In An Iron Wind, historian Peter Fritzsche draws on diaries, letters, and other first-person accounts to show how civilians in occupied Europe struggled to understand the terrifying reality of living under Hitler.
...[a] riveting, important book ... An Iron Wind is the most bracing and unsparing dissection of the subject to appear in many years ... This is a fiercely unsettling book, demonstrating in every page the undiminished power of World War II to bring fundamental certainties into question ... This is a book about how people behave when a kind of moral plague sweeps through their world: some turn away from the afflicted, others hoard medicine for themselves, a precious few risk everything to render aid.

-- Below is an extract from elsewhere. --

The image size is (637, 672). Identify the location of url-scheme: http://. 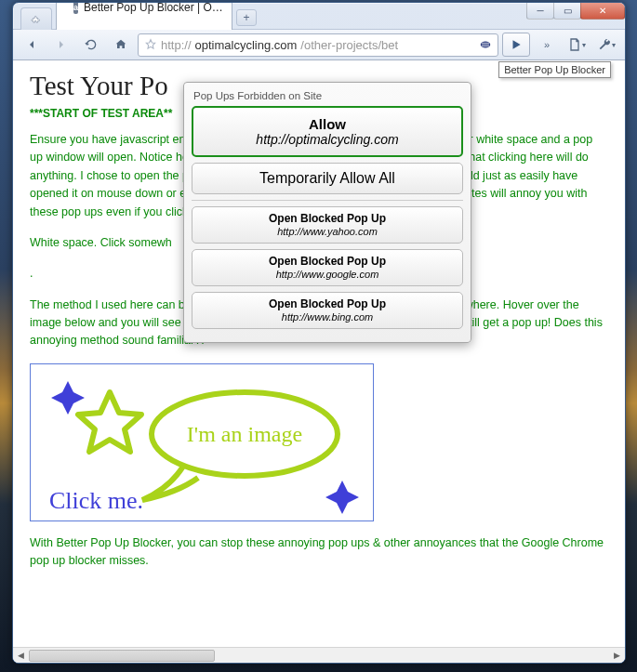
(177, 45).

It's a gripping performance.
...a profoundly significant exploration of how Europeans—both Germans and those under German occupation—struggled to make sense of the conflict by giving it some shape or meaning, or by simply accepting in the end that it made no sense ... The most thought-provoking and disturbing conclusion that he arrives at is just how swiftly under conditions of persistent crisis Europeans were prepared to abandon their commitment to a normative morality and to ignore, justify or endorse the persecutions and victimization that the German imperial authorities indulged in ... It is difficult to do full justice to the richness and range of sources that Mr. Fritzsche has unearthed. The book is very much a history from below, providing glimpses of the reality, but it reflects the way that many ordinary people experience catastrophe then and now.

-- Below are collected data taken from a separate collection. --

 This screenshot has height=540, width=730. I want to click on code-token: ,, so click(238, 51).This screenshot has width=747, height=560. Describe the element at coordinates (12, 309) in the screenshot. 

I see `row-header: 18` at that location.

An Iron Wind: Europe Under Hitler” is a work of deep reflection by an experienced historian rather than an attempt to capture the history of World War II from any particular angle. Still, his announced theme — the moral challenges of the war for civilians in Europe — gives way at the beginning to set pieces on other subjects: the ones, the reader suspects, that Fritzsche finds most interesting. It is a pleasure to follow along ... Fritzsche patiently analyzes long conversations among civilians who had time to talk: the British on the home front, the French during the 'phony war' of 1939-40 and then under occupation. Even the Germans spent 10 years under Hitler before the war really hit home, and even German Jews, at least by comparison with other Jews, had a great deal of time to contemplate the Nazis ... This is a general problem with Fritzsche’s approach as applied to the East: Death came quickly, and in stupefying numbers, and to people who did not speak the Western languages in which the history of the war is largely written...to reach these interesting moments, Fritzsche has to send his Western Europeans east; and the perspective in question is always theirs ... His book is assembled from hundreds of quotations, and takes the form of a series of essays that only with a certain amount of generosity can be read as chapters. He makes no claim to have said anything in general about war and occupation. And yet, in the end, he has.